Oldest known Torah scroll discovered in Italy. An Italian university professor found what is believed to be world’s oldest complete Torah scroll. Mauro Perani, professor of Hebrew at the University of Bologna, said the scroll originally was believed to be no more that about 400 years old. New studies and carbon dating tests suggest it was written around 850 years ago. The scroll had been stored for centuries in the university’s archives but had been mislabeled in 1889 as dating from the 17th century. When Perani re-examined the scroll, he realized it used a script of the oriental Babylonian tradition, hinting it must be extremely old. The professor then had the scroll carbon-dated by laboratories at Italy’s University of Salento and the University of Illinois. Both tests confirmed the scroll dated from the second half of the 12th century to the first quarter of the 13th century.
Lutheran group elects gay bishop. Evangelical Lutheran Church in America elected its first openly gay bishop, R. Guy Erwin, to oversee churches in Southern California, four years after the church allowed openly gay men and lesbians to serve as clergy. The ELCA’s five-county Southwest California Synod elected Erwin to a six-year term. Erwin, who holds a doctorate, bachelor’s and two master’s degrees from Yale University, has spent several years teaching university and seminary classes. He currently serves as a pastor at Faith Lutheran Church in Canoga Park, Calif., and a professor of Lutheran confessional theology at California Lutheran University. Part Osage Indian, Erwin also is the first Native American bishop in the ELCA. The ELCA is the largest Lutheran denomination in the United States, with more than 4 million members in 9,638 congregations. Observers note the election is likely to further strain relations between the ELCA and the nation’s second-largest Lutheran body, the more theologically conservative Lutheran Church-Missouri Synod. The two bodies work together on disaster relief, refugees and immigration but hold different positions on social issues.

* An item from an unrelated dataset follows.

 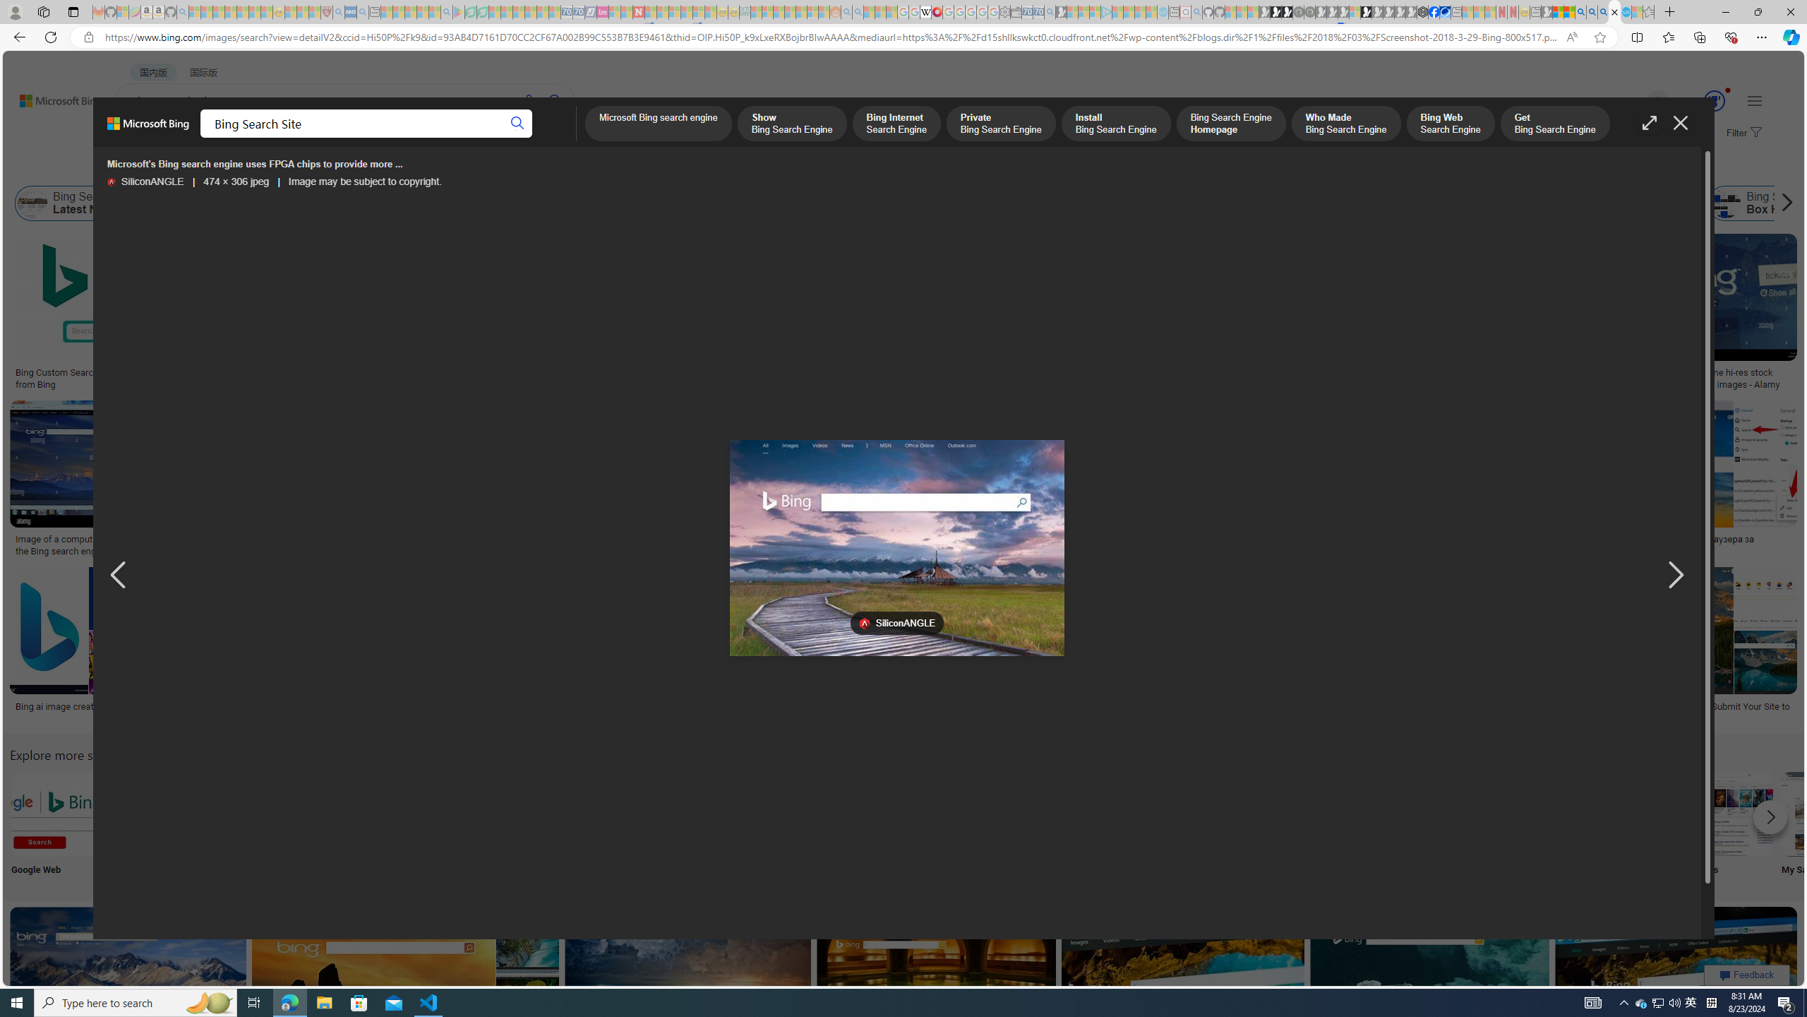 What do you see at coordinates (1638, 826) in the screenshot?
I see `Bing Search Tricks Tricks` at bounding box center [1638, 826].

TheMissouri governor vetoes anti-Shariah law. Missouri Gov. Jay Nixon has vetoed a bill that would have made his state the seventh in the nation to prohibit judges from considering Shariah—Islamic law—and other “foreign laws” in their decisions, saying the legislation would make it harder for families in his state to adopt children from overseas. If state judges would not be able to consider foreign decrees that are sometimes required to finalize adoptions, adoptive families and children would be left stranded, Nixon asserted. State Sen. Brian Nieves, who introduced the bill in February, called the governor’s reasoning for his veto “gibberish” and labeled as “absurd” his assertion the bill interferes with foreign adoptions. Nieves could try to override the veto; a veto override requires a two-thirds majority in both chambers, and the bill had the support of 24 of 34 senators and 109 of 167 state representatives when it passed earlier this year.